To be fair, this isn't an overtly wrong-headed notion. For everything that growing-up is, it is also the progression to the grave. In the sense that Laura is moving forward in her life, she's also moving towards her death. Still, this idea of the fatal corrupting crisis has a distinctly feminine slant to it in our culture, especially once sex enters the picture. Male coming of age stories can have a touch of sadness about the edges: think of a bittersweet narration of "and then we never saw one another again, but they are still my best friends" of countless Stand By Me-ish films. But, mostly, the quest for sexual maturity for boys is presented as an adventure or a comedy. More importantly, whatever the tenor of the tale, the central theme is one of completion rather than downfall. At the end of any given "we have to lose our virginity before we go to college" film, the male protags have gone from boys to men. They've become whole. In contrast, the women emerge from the same adventure irreparably broken.

What's interesting about Lake Mungo is that it uses it's dead-pan tone to wreck that idea. Alice, like Laura, kept secrets. But, unlike Laura, her death was, in the end, an accident. She drowned. It had nothing to do with the life she was living. It was the sort of dumb, senseless, stupid death that can befall anybody at any moment. It does not come as a judgment upon her.

Furthermore, the excavation of Laura's life is, oddly, invasive. Meant to solve the mystery of her death, there's something obscene about it. In death, Laura is defenseless and the investigators keep stripping her rep naked. It's investigation as rape. Here, the exploration into the Alice's life is driven by the presence of the ghostly Alice herself. It isn't an unveiling or a confession, but something more personal and profound. It's not unusual for ghost stories to trot out the "unfinished business" trope, but rarely is the business so poignant: Alice haunts her family because she wants the people to love to know her, entirely and truly know her.

And this, ultimately, is what sets Alice apart from Laura. Laura's a McGuffin. Her life exists to give others meaning and every decision she makes is a puzzle piece to fit into the story of her murder. She's a little girl converted in a tragedy by forces that rob her of life. Alice's life, by contrast, isn't a simple narrative. It's a awkward, opaque series of decisions made by a young woman quietly balancing the demands of two worlds.

Uncanny, sometimes heartbreaking, Lake Mungo's a powerful little film.

2 comments:

Unknown said...

Reading this reminds me that David Lynch and M. Night Shyamalan (Sp?) have a great deal in common. Lynch is the greater talent, but they both have an ability to weave a large web from what proves to be frustratingly dumb premises, at least in retrospect, after they've held your attention for so long over the course of a movie.

Zombie Cupcake said...

Fantastic post sir.

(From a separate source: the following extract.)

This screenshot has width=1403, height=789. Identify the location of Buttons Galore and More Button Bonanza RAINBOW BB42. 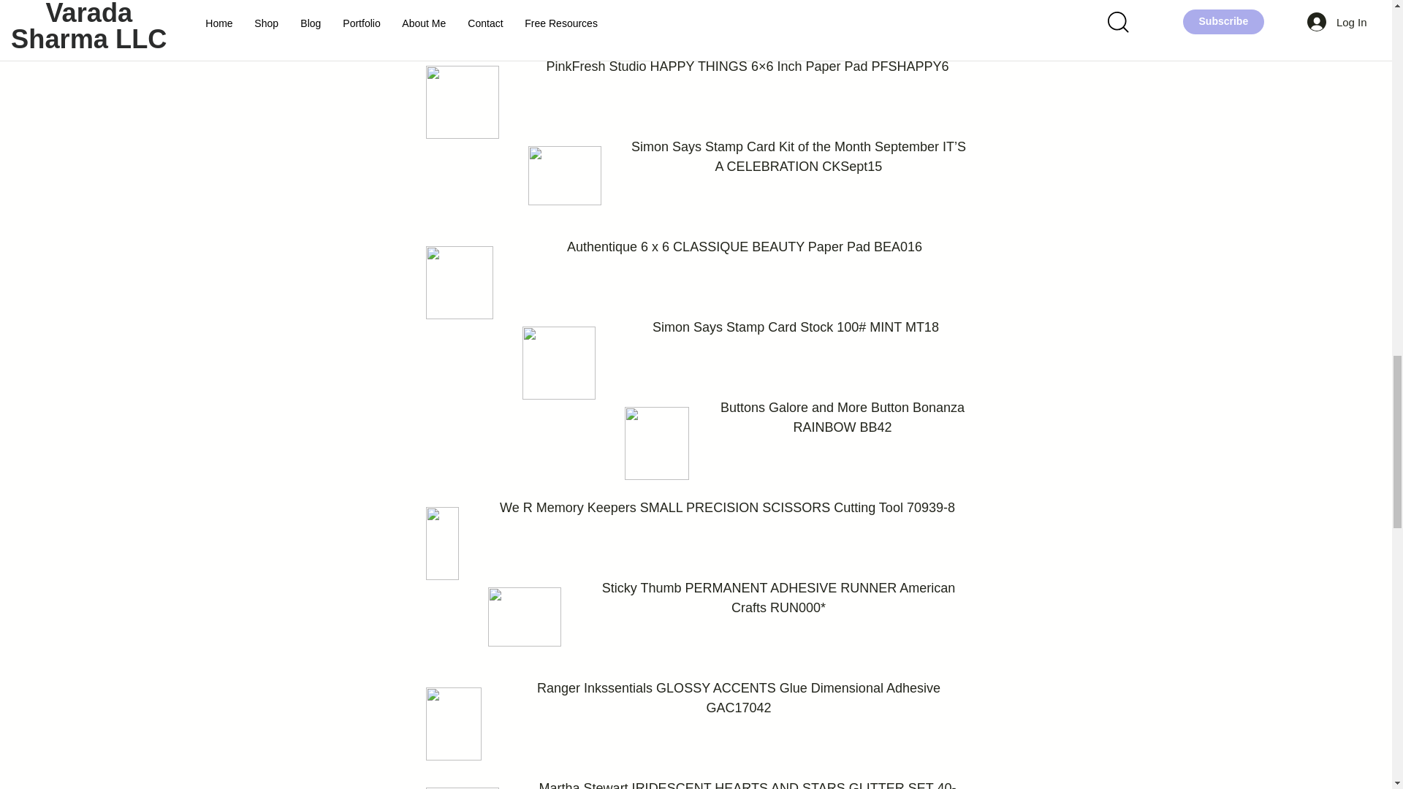
(843, 417).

Really enjoyed reading that and have already added the film to my rental list.

In particular

More importantly, whatever the tenor of the tale, the central theme is one of completion rather than downfall. At the end of any given "we have to lose our virginity before we go to college" film, the male protags have gone from boy to men. They've become whole. In contrast, the women emerge from the same adventure irreparably broken.

struck me. It's so true. I keep finding myself drawn to gender discussion (within the genre mainly, but also film in general). Your work here has only fuelled that further.